* What the exercise asks
Retype exactly the lines below, beginning with the first and ending with the line where "The image size is (868, 488)." appears.
Top of Data records
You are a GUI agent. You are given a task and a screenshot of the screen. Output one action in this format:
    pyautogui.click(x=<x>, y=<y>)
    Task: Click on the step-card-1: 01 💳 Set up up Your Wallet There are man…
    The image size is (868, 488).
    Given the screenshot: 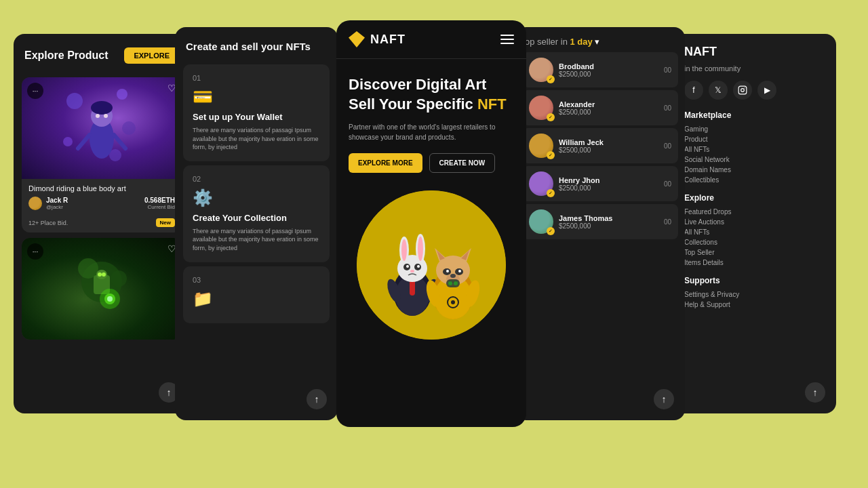 What is the action you would take?
    pyautogui.click(x=256, y=113)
Bottom of Data records
* Result of this exercise
You are a GUI agent. You are given a task and a screenshot of the screen. Output one action in this format:
    pyautogui.click(x=<x>, y=<y>)
    Task: Click on the step-card-1: 01 💳 Set up up Your Wallet There are man…
    The image size is (868, 488).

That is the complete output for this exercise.